Authors:
(1) P Aditya Sreekar, Amazon and these authors contributed equally to this work {sreekarp@amazon.com};
(2) Sahil Verm, Amazon and these authors contributed equally to this work {vrsahil@amazon.com;}
(3) Varun Madhavan, Indian Institute of Technology, Kharagpur. Work done during internship at Amazon {varunmadhavan@iitkgp.ac.in};
(4) Abhishek Persad, Amazon {persadap@amazon.com}.
Table of Links
- Abstract and Introduction
- Related Works
- Methodology
- Experiment
- Conclusion and Future Work
- References
Abstract
Amazon ships billions of packages to its customers annually within the United States. Shipping cost of these packages are used on the day of shipping (day 0) to estimate profitability of sales. Downstream systems utilize these days 0 profitability estimates to make financial decisions, such as pricing strategies and delisting loss-making products. However, obtaining accurate shipping cost estimates on day 0 is complex for reasons like delay in carrier invoicing or fixed cost components getting recorded at monthly cadence. Inaccurate shipping cost estimates can lead to bad decision, such as pricing items too low or high, or promoting the wrong product to the customers. Current solutions for estimating shipping costs on day 0 rely on tree-based models that require extensive manual engineering efforts. In this study, we propose a novel architecture called the Rate Card Transformer (RCT) that uses self-attention to encode all package shipping information such as package attributes, carrier information and route plan. Unlike other transformer-based tabular models, RCT has the ability to encode a variable list of one-to-many relations of a shipment, allowing it to capture more information about a shipment. For example, RCT can encode properties of all products in a package. Our results demonstrate that cost predictions made by the RCT have 28.82% less error compared to tree-based GBDT model. Moreover, the RCT outperforms the state-of-the-art transformer-based tabular model, FTTransformer, by 6.08%. We also illustrate that the RCT learns a generalized manifold of the rate card that can improve the performance of tree-based models.
1. Introduction
Amazon ships packages in the order of billions annually to its customers in the United States alone. The route planning for these packages is done on the day of shipping, day 0. As part of this plan, the shipping cost for each package is estimated by breaking down the package journey into smaller legs, and calculating the cost of each leg using a rate card. Day cost estimates are used to compute initial profitability estimates for accounting purposes, e.g.the estimate of profit/loss for each item as a result of a specific sale to a customer. These profitability estimates are used by several downstream services for decision making and planning.
However, the day 0 estimates may differ from the actual cost due to factors like improper rate-card configuration, incorrect package dimensions, wrong delivery address, etc. Inaccurate cost estimates cause skewed profitability estimates, which in turn leads to suboptimal financial decisions by downstream systems. For example, if the shipping cost of an item is consistently overestimated, then the item could be removed from the catalog. On the other hand, underestimated cost can lead pricing systems to lower the price of the item, leading to losses. Further, inaccurate estimation also leads us to promote wrong products to the customer, causing bad customer experience. To improve these shipping cost estimates, we propose a Transformer based deep learning model that accurately predicts the shipping cost at day 0.

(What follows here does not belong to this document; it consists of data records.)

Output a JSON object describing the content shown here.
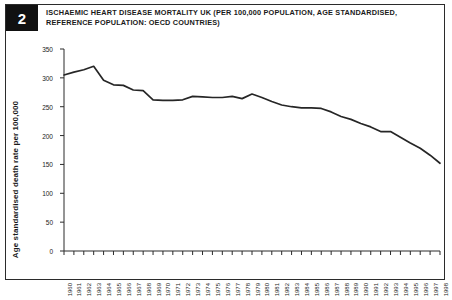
{
  "figure": {
    "number": "2",
    "title": "ISCHAEMIC HEART DISEASE MORTALITY UK (PER 100,000 POPULATION, AGE STANDARDISED, REFERENCE POPULATION: OECD COUNTRIES)"
  },
  "chart_data": {
    "type": "line",
    "title": "ISCHAEMIC HEART DISEASE MORTALITY UK (PER 100,000 POPULATION, AGE STANDARDISED, REFERENCE POPULATION: OECD COUNTRIES)",
    "xlabel": "",
    "ylabel": "Age standardised death rate per 100,000",
    "ylim": [
      0,
      350
    ],
    "yticks": [
      0,
      50,
      100,
      150,
      200,
      250,
      300,
      350
    ],
    "ytick_labels": [
      "0",
      "50",
      "100",
      "150",
      "200",
      "250",
      "300",
      "350"
    ],
    "grid": false,
    "legend": "none",
    "line_color": "#262626",
    "categories": [
      "1960",
      "1961",
      "1962",
      "1963",
      "1964",
      "1965",
      "1966",
      "1967",
      "1968",
      "1969",
      "1970",
      "1971",
      "1972",
      "1973",
      "1974",
      "1975",
      "1976",
      "1977",
      "1978",
      "1979",
      "1980",
      "1981",
      "1982",
      "1983",
      "1984",
      "1985",
      "1986",
      "1987",
      "1988",
      "1989",
      "1990",
      "1991",
      "1992",
      "1993",
      "1994",
      "1995",
      "1996",
      "1997",
      "1998"
    ],
    "values": [
      305,
      310,
      314,
      320,
      296,
      288,
      287,
      279,
      278,
      262,
      261,
      261,
      262,
      268,
      267,
      266,
      266,
      268,
      264,
      272,
      266,
      259,
      253,
      250,
      248,
      248,
      247,
      241,
      233,
      228,
      221,
      215,
      207,
      207,
      197,
      187,
      178,
      166,
      152
    ]
  }
}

In the context of shipping, a package is characterized by its physical dimensions, weight, and contents. It also include details about the carrier responsible for transporting it and the intended route. Additionally, a package is associated with a variable number of attributes that describe the item(s) inside and the various charges related to its shipment. Collectively, we refer to these attributes as the rate card associated with the package. For tabular datasets like package rate cards, tree based models like Gradient Boosted Decision Trees (GBDT), XGBoost (Chen and Guestrin, 2016), etc., are considered as state-of-the-art (SOTA) models. However, their effectiveness heavily relies on high-quality input features (Arik et al., 2019) which can require extensive feature engineering. For our use case, this problem is further accentuated by the fact that the target concept depends on high order combinatorial interactions between rate card attributes. For example, if the rate card is improperly configured for large containers with flammable substances shipped from Washington DC to New York by ABC carrier, then the model has to learn to associate property combination < size = large, item = flammable, source = W ashington, destination = New Y ork, carrier = ABC > with high deviation between estimated and actual costs. When dealing with feature combinations, considering all possible higher-order interactions between package properties may be impractical due to the exponential increase in the number of interactions with each increase in order, leading to the curse of dimensionality (Bishop, 2006). Another shortcoming of tree based models is their inability to handle a variable length list of features. A package may contain multiple items, and its ship cost can be broken down into multiple charges types. Previous experiments demonstrated that adding features engineered from multiple items and charges improved GBDT’s performance. However, due to inability of tree based models to handle variable list of features, complete information from them could not be learned.
In this paper, inspired by the recent success of transformers in tabular domain (Huang et al., 2020; Somepalli et al., 2021; Gorishniy et al., 2021), we propose a novel architecture called the Rate Card Transformer (RCT) to predict ship cost on day 0. The proposed model is specifically designed to learn an embedding of rate card associated with a package. The RCT leverages self-attention mechanisms to effectively capture the interdependencies between various components in a rate card by learning interactions between input features. Specifically, our contributions in this work include:
• Propose a novel architecture, Rate Card Transformer (RCT), which leverages transformer architecture to learn a manifold of the rate card, to predict shipping cost on Day 0. Further, it is demonstrated that RCT outperforms both GBDTs and the stateof-the-art tabular transformer, FT-Transformer, (Gorishniy et al., 2021) in shipping cost prediction.
• Extensive experiments are performed to show that the learned embeddings are a sufficient representation of the rate card manifold, and self-attention layers are effective feature interaction learners. Ablation studies are performed to analyze the impact of number of transformer layers and attention heads on model performance.
This paper is available on arxiv under CC BY-NC-ND 4.0 DEED license.